ACTIVITY: Each line of the data below containing "will" needs to be listed.

DATA:
-*-*-
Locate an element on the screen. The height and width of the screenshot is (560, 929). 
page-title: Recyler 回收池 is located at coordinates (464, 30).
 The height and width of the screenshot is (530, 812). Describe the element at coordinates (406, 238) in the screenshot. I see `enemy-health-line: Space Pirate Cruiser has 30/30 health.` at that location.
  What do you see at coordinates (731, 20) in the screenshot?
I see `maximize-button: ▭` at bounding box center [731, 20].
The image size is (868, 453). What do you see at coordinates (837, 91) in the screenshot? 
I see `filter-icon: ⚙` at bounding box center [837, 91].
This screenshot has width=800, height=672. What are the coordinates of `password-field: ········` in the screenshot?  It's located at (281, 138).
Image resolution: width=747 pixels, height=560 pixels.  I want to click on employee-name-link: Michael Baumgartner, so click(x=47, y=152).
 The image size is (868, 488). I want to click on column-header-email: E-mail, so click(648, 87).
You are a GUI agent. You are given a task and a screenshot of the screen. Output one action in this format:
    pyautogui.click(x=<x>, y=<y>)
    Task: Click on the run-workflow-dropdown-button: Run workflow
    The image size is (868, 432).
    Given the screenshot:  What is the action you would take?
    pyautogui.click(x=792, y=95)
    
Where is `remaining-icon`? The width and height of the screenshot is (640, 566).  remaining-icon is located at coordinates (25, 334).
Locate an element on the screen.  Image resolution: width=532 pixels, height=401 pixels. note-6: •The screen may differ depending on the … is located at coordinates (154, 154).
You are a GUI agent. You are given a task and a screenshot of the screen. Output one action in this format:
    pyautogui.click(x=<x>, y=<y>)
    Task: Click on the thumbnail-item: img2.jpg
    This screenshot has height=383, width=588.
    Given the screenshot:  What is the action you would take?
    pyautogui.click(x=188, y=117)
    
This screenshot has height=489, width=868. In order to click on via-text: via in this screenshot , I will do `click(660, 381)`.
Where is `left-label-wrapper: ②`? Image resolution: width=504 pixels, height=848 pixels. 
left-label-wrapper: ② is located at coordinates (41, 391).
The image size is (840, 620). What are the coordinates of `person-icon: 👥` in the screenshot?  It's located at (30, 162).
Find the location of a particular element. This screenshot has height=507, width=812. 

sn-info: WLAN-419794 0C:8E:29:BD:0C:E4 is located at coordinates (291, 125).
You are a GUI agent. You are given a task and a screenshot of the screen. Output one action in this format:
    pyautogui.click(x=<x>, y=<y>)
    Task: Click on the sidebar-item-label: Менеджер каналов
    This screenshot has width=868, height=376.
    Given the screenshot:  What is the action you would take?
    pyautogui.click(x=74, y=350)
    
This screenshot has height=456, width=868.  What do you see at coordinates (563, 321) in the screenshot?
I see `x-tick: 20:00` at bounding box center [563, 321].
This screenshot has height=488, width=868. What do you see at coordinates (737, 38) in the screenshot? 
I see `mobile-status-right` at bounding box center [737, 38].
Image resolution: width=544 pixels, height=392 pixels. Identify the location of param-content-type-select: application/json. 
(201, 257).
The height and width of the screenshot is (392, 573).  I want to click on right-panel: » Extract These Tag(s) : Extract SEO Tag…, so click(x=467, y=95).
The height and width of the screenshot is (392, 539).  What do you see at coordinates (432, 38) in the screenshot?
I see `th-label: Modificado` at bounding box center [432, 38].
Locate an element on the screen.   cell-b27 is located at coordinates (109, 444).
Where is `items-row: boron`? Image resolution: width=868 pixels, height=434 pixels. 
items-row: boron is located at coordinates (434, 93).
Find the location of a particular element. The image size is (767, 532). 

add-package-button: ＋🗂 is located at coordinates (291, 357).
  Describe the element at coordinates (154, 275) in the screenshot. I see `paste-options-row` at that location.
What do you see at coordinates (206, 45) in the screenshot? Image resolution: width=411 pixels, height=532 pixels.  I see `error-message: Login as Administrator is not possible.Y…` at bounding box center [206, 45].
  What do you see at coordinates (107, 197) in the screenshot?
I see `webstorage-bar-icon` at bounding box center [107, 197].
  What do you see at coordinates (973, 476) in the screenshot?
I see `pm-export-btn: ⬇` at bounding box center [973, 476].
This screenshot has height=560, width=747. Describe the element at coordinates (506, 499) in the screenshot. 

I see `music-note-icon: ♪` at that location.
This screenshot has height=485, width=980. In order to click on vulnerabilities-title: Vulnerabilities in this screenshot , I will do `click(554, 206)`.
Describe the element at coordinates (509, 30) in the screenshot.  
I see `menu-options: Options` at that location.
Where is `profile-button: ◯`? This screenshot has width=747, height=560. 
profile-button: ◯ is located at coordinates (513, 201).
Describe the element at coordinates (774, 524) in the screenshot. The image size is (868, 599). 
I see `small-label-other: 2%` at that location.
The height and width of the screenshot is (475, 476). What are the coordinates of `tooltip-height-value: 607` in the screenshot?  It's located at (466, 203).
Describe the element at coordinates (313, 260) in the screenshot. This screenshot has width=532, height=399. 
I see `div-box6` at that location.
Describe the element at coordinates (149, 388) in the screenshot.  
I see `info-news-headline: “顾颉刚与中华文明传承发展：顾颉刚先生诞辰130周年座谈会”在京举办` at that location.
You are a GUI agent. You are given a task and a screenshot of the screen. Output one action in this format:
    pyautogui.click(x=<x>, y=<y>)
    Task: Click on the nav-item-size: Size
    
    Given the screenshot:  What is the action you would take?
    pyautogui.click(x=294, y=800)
-*-*-
RESPONSE TO THE EXERCISE:
This screenshot has height=489, width=868. In order to click on via-text: via in this screenshot , I will do `click(660, 381)`.
This screenshot has height=485, width=980. In order to click on vulnerabilities-title: Vulnerabilities in this screenshot , I will do `click(554, 206)`.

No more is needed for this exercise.